We should fear violent extremists overseas, who want to attack and weaken our resolve, but pose very little threat to our everyday way of life.
We should fear refugees from our Southern neighbor nations, who enter our country illegally, but have very few other preferable options available to them.
We should fear the government because of conspiracies that they are out to cover up terrorist attacks, impose Sharia law, or take away all firearms.
We should fear African Americans who come out to vote in US elections.
We should fear what happens when women are given too much responsibility over their own reproductive rights, or, you know, money.
We should fear what happens when the government tries to protect its Constitutional principle of the separation of Church and State.
We should fear what happens when the neediest in our population are given access to health care, or unemployment support, or basic equal rights.

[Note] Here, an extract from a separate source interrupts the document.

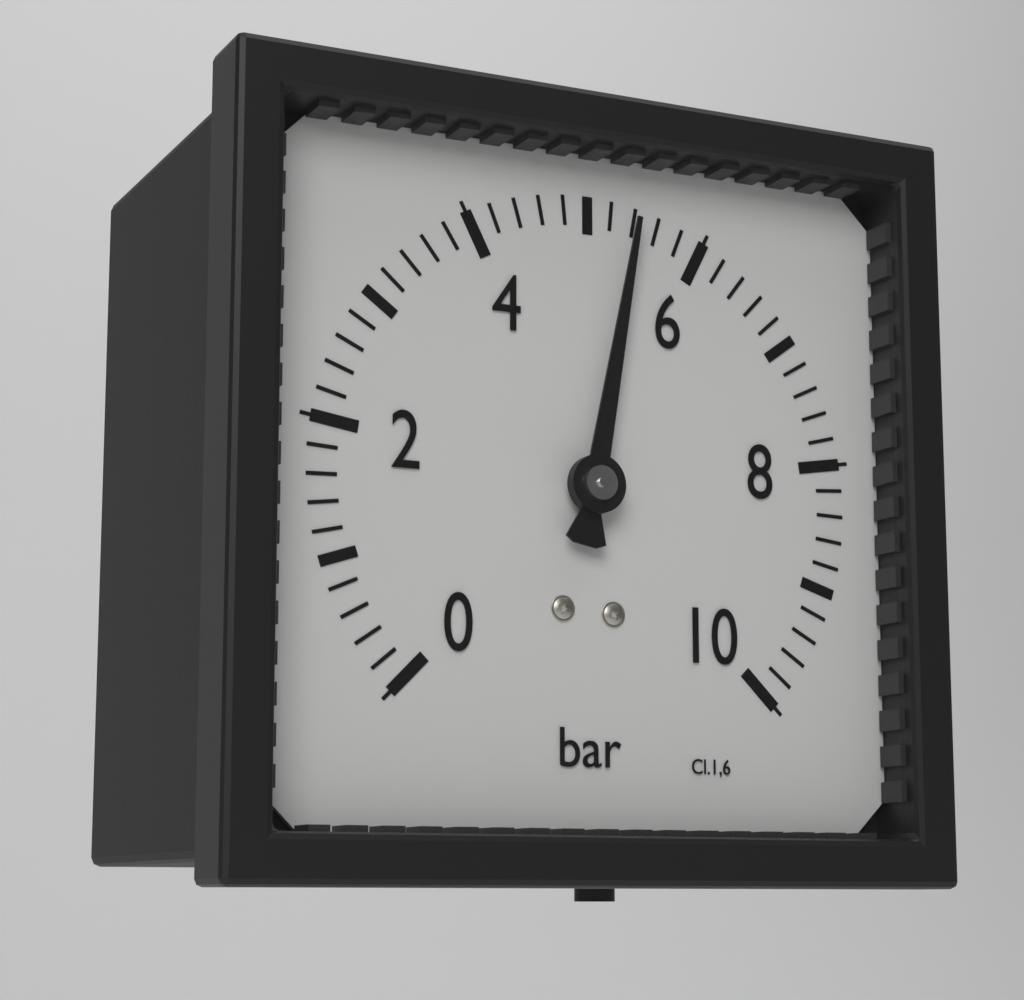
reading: 5.4 bar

Some of these are simply Republicans preying on our most innate, primal, uncontrollable fears. And when they're not, Republicans will just as simply nurture fear out of nothing. With the upcoming elections, we know the GOP will be stoking these fears hard and high. Like Roosevelt, we must remember that it is not fear we should be worried about, but action taken and justified by such fear.
Many of these things are certainly problems worth addressing and tackling, much in the way Roosevelt did: seriously, thoughtfully, and wholeheartedly. However, our responses to these problems our country face should never be driven by fear. I think above all else, this is the predominant message we should take away from Roosevelt's Inaugural Address, itself full of inspiration and wisdom.

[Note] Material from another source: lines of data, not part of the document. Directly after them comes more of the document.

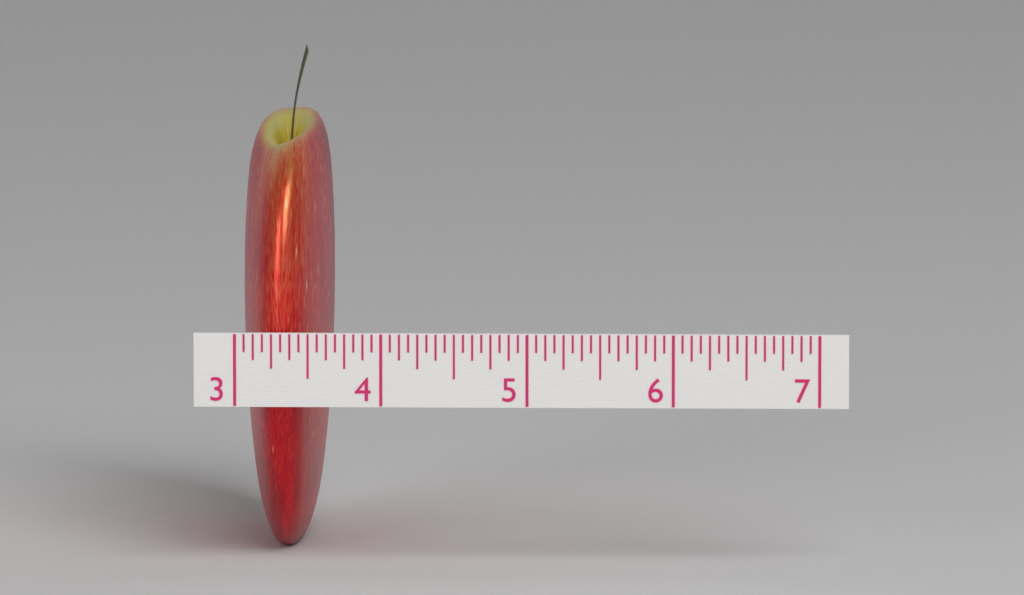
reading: 3.6250 (no unit)
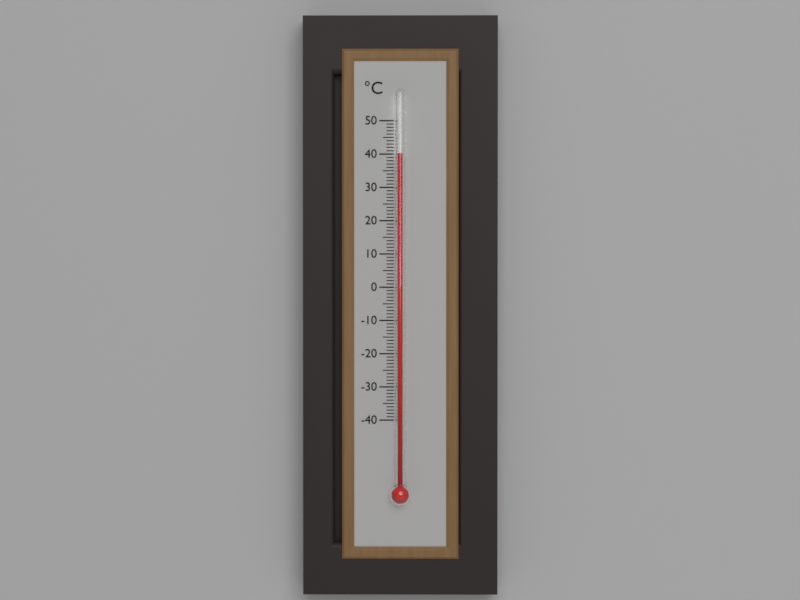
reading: 40 °C
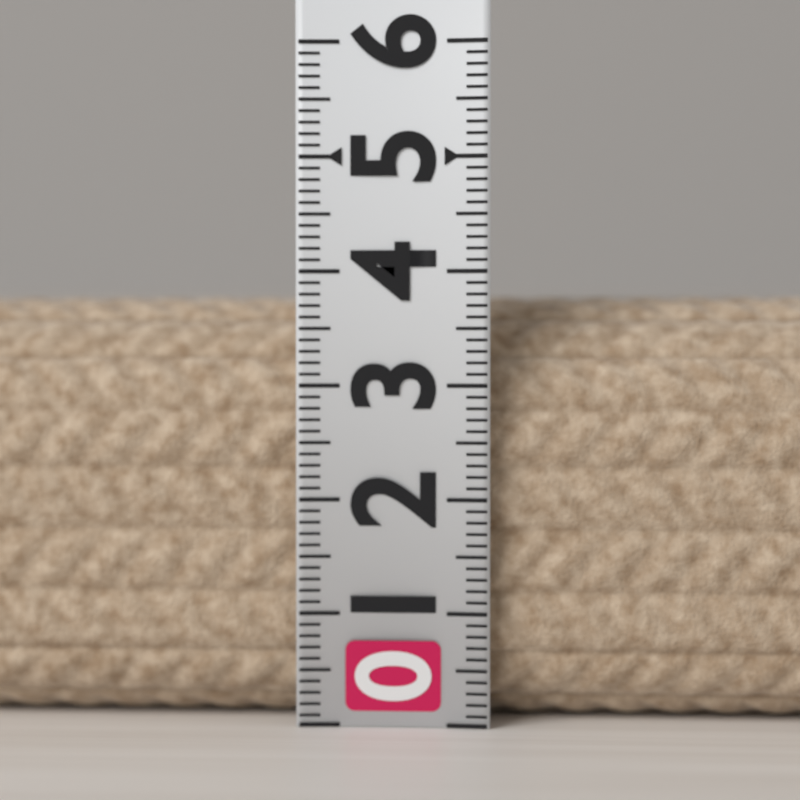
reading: 3.8 (no unit)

While Roosevelt's proposals were not perfect - when are they ever - and the economic problems we face today may not require such extreme measures as the New Deal, they did address many of the problems facing the country then... and some of the same ones we are still facing today.
While the New Deal did much to lessen the worst affects of the Great Depression, its measures were not sweeping enough to restore the nation to full employment. Critics of FDR's policies, on both the right and the left, use this fact as a reason to condemn it. Conservatives argue, for example, that it went too far, and brought too much government intervention in the economy, while those on the left argue that it did not go far enough, and that in order to be truly effective, the Roosevelt Administration should have engaged in a far more comprehensive program of direct federal aid to the poor and unemployed. But the New Deal's greatest achievements transcend mere economic statistics, for in a world where democracy was under siege, and the exponents of fascism and communism flourished, the New Deal offered hope and restored the faith of the American people in their representative institutions. It also transformed the federal government into an active instrument of social justice and established a network of laws and institutions designed to protect the American economy from the worst excesses of liberal capitalism.
Looking back at Roosevelt's Inaugural Addres, when we have evidence of these words from a proven leader who could tell us these things with such confidence, one wonders how the GOP of today can seriously consider themselves worthy of being called our America's leaders. They draw their power, not by standing with and guiding Americans, but almost unilaterally preying on fearing these things.
Oh, and gay marriage. For some reason, fear some gay.